The word hangs in the silence of the room, heavy and sharp, like a glass pendulum poised to swing.
L O V E.
It is a four-letter venom that has bought me more pain than any honest enemy ever could. I have carried its definition like a burning coal, searching for a place to put it down, yet as a human, I continue this cursed, clumsy search.
Where did I even learn this word? I must have learned it like I learned to walk—by imitation, by stumbling into a pattern that was fundamentally broken. I was taught that love was conditional, a prize for quiet compliance, a thing that could be withheld as punishment. My parents’ house was not built on affection; it was a cold, echoing vault of duty. They didn’t hate me, perhaps, but they did not see me. And in that absence, I internalized the lie: There is something wrong with me that no one loves.
So, I chased the blueprint society handed me, the one etched across every billboard, every rom-com script, every pastel-colored wedding invitation: get married, have kids, live happy.
Yeah, right.
It did not even come close. It was a charade built on desperation and faulty architecture. The marriage imploded, taking with it the last remnants of my soft interior. I was left not just divorced, but hollowed out—dead inside, coated in a protective, miserable layer of black-hearted anger that curdled every kindness offered to me.
I became the living embodiment of the wound I carried. If my own parents could not love me, the ones biologically sworn to protect and cherish, then who in this chaotic, indifferent world ever could? The answer, I screamed silently into the void, was simple: No one.
And yet, my body betrayed my intellect. The primal, relentless human wiring kicked in, reminding me of the cold, hard facts:
Humans yearn for love because it is a fundamental need for survival and well-being, driven by biological, psychological, and social factors. Biologically, love ensures cooperation and the raising of offspring, while psychologically, it provides a sense of security, validation, and identity. Socially, a desire for intimacy, companionship, and belonging motivates us to form relationships and overcome the inherent costs of group living.
Survival. That’s what it was. An incessant need for warmth in the face of inevitable cold. And the only place I ever found that warmth, the only man who ever truly loved the wounded, bitter wreck that I was, is dead.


What you have to do –
In how many lines of the data below does the word "Variation" appear? Reply with the number and nothing more.

-- Opening Marker --

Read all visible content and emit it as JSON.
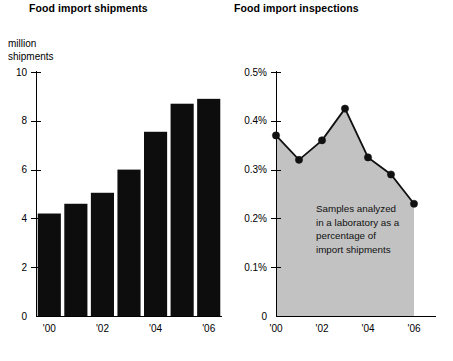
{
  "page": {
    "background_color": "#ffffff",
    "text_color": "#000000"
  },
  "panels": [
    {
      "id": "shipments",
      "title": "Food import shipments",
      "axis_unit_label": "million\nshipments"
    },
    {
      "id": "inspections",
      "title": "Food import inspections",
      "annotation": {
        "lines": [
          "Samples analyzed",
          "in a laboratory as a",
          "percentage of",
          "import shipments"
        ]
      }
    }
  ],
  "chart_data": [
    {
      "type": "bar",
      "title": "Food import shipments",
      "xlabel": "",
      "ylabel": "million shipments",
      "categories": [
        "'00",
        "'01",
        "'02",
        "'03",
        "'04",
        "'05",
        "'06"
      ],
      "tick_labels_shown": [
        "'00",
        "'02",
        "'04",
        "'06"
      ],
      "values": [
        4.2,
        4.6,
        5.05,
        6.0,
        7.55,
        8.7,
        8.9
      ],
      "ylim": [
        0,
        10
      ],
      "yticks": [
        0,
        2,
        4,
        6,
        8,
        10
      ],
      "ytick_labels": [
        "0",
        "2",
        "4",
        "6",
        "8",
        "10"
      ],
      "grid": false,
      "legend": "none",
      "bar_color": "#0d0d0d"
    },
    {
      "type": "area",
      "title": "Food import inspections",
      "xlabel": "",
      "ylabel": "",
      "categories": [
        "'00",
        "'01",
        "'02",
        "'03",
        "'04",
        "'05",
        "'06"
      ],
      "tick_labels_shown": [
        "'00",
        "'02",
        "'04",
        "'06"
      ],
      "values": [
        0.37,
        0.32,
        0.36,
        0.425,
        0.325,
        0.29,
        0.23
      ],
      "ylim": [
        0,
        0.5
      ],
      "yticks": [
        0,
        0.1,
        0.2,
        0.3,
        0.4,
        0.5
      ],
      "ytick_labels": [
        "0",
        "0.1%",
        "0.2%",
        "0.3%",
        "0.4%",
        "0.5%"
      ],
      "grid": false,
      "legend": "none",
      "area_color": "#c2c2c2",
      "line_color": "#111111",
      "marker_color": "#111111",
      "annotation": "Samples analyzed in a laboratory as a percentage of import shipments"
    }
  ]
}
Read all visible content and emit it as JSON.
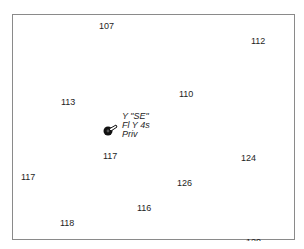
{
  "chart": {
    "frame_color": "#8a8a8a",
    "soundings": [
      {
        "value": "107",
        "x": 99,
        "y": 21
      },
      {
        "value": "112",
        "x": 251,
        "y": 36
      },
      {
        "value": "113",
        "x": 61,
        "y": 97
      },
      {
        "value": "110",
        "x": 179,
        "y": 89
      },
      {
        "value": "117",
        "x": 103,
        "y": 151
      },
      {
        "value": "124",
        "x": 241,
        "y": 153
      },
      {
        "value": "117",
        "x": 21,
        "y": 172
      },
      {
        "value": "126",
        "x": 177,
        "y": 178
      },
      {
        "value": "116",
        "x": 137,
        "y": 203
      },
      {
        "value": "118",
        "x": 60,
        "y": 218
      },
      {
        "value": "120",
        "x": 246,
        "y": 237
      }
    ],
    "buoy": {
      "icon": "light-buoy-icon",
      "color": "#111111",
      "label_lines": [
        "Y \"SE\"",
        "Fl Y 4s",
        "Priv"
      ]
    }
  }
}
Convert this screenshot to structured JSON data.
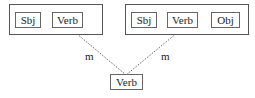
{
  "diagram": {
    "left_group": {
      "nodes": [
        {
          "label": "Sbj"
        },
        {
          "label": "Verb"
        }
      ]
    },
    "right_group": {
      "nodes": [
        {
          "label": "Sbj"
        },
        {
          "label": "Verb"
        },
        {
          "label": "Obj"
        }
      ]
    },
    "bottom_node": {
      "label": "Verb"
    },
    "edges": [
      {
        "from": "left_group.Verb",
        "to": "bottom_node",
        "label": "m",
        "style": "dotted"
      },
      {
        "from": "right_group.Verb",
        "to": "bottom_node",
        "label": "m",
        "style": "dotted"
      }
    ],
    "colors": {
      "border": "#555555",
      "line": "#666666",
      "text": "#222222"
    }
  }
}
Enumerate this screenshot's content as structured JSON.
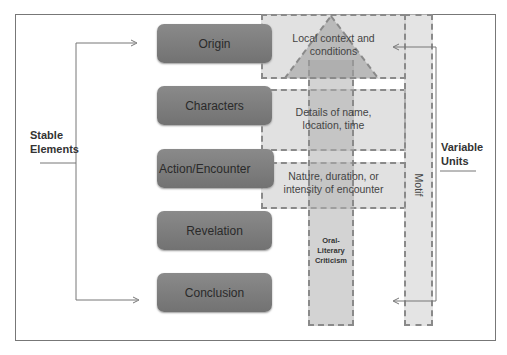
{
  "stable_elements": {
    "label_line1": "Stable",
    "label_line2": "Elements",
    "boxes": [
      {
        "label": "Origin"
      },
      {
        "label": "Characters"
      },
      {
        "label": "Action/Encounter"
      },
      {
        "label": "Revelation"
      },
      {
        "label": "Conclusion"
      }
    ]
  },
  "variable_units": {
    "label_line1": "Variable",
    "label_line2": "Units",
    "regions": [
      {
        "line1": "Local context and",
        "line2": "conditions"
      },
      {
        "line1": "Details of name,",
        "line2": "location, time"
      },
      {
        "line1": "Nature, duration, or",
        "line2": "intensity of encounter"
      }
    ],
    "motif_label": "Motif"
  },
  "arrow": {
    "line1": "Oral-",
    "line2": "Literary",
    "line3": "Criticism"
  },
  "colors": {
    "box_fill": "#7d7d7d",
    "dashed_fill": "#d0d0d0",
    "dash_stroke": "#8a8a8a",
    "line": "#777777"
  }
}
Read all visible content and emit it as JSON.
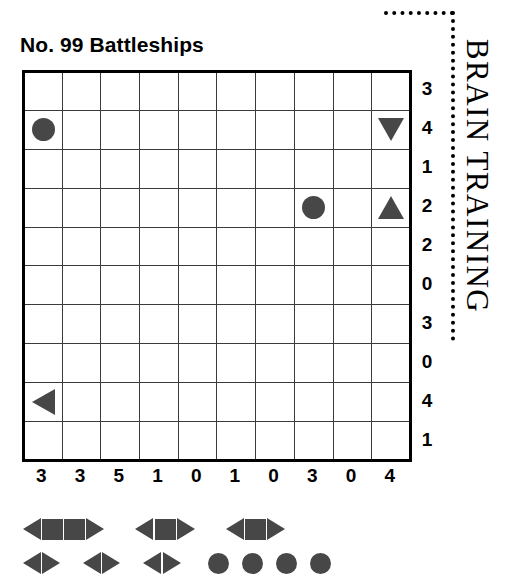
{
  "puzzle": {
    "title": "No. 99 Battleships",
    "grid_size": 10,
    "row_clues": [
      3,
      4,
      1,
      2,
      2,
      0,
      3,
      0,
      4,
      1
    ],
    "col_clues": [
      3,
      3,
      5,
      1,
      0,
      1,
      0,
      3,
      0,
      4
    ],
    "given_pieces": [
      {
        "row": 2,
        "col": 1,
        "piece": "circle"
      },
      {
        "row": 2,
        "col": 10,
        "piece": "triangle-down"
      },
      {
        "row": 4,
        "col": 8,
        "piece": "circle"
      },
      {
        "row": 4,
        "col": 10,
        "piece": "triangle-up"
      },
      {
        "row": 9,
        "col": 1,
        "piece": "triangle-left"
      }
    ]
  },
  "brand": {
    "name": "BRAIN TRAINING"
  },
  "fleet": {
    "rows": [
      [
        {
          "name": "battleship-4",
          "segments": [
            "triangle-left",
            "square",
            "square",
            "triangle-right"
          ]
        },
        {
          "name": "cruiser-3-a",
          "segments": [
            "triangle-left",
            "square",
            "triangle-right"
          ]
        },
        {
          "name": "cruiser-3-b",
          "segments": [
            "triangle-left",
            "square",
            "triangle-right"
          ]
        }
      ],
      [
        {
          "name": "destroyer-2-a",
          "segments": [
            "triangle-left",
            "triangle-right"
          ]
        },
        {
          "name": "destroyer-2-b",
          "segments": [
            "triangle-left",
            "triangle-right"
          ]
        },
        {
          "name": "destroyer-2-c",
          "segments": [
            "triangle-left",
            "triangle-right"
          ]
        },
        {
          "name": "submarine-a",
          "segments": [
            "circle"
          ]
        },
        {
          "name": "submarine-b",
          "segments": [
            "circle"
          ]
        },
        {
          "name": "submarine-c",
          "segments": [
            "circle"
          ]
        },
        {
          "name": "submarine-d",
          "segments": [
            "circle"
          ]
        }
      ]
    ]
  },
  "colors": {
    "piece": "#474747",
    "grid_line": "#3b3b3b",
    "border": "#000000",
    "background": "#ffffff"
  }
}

-- Closing Marker --
-- Opening Marker --

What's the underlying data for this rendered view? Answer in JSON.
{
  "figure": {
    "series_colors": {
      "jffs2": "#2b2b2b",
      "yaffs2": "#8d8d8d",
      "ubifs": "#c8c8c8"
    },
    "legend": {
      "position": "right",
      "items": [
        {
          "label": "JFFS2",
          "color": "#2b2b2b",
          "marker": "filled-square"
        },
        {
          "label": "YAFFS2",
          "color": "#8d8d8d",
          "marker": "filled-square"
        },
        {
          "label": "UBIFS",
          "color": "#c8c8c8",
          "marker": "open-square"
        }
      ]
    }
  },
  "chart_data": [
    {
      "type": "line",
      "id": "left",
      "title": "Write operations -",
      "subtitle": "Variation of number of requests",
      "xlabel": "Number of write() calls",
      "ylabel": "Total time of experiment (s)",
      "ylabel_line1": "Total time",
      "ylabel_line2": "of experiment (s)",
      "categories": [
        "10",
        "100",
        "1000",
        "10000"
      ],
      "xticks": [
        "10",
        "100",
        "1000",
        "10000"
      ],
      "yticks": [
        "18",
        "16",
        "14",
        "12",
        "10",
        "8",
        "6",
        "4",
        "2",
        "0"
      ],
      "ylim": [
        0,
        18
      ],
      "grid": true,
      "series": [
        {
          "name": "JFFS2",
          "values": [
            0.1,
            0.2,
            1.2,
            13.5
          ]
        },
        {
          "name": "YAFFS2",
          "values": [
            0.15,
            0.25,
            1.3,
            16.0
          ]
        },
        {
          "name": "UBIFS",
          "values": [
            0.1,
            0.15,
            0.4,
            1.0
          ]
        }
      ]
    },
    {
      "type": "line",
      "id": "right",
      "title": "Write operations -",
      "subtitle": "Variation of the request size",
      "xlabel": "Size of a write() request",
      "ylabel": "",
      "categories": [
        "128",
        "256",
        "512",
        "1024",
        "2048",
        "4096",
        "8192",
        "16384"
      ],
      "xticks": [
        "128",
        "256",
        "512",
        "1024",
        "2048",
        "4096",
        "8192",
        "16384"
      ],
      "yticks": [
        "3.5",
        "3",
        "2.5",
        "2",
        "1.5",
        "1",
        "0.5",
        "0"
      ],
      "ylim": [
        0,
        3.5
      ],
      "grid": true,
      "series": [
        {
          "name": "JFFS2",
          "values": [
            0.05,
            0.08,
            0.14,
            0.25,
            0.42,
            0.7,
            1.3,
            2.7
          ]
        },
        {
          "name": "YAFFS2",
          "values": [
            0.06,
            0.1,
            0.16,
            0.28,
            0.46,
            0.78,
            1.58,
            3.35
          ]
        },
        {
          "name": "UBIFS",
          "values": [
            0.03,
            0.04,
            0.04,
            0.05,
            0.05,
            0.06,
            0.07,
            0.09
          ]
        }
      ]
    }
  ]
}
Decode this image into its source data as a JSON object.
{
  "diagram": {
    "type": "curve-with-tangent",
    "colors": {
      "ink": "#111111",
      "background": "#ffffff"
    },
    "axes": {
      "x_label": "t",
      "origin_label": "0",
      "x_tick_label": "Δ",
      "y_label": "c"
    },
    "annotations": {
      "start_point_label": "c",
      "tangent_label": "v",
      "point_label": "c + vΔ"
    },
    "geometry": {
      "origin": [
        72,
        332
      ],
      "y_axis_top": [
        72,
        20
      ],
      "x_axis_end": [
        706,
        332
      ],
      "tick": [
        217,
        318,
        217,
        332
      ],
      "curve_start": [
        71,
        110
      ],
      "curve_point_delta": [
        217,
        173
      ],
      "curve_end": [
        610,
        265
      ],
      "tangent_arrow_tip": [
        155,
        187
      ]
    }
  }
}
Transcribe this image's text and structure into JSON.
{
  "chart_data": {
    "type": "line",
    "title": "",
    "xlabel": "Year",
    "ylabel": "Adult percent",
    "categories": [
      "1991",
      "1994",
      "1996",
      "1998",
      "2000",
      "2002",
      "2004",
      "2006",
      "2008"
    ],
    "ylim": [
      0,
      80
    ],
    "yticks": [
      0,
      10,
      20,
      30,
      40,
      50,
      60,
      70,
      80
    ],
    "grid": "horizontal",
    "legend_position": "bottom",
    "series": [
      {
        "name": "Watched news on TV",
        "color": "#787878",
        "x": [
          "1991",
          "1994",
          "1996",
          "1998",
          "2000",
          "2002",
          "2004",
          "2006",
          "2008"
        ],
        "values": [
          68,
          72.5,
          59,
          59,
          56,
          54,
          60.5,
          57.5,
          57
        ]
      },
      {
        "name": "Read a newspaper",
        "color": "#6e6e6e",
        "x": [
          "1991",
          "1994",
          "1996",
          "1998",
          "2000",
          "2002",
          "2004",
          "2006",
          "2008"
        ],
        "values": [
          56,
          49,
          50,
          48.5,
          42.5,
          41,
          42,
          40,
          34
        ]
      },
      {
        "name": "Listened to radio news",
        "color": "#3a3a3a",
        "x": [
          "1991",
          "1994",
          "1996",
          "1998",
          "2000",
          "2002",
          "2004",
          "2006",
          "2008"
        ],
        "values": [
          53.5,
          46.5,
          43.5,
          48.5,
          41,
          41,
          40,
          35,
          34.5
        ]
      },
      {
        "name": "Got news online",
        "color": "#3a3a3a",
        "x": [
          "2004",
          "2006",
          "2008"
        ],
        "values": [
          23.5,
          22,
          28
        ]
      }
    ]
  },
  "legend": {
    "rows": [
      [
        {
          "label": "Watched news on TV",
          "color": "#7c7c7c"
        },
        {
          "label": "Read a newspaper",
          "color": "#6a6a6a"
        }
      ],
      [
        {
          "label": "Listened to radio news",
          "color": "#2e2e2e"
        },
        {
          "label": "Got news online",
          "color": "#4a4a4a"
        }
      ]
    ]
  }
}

-- Closing Marker --

Exercise result –
2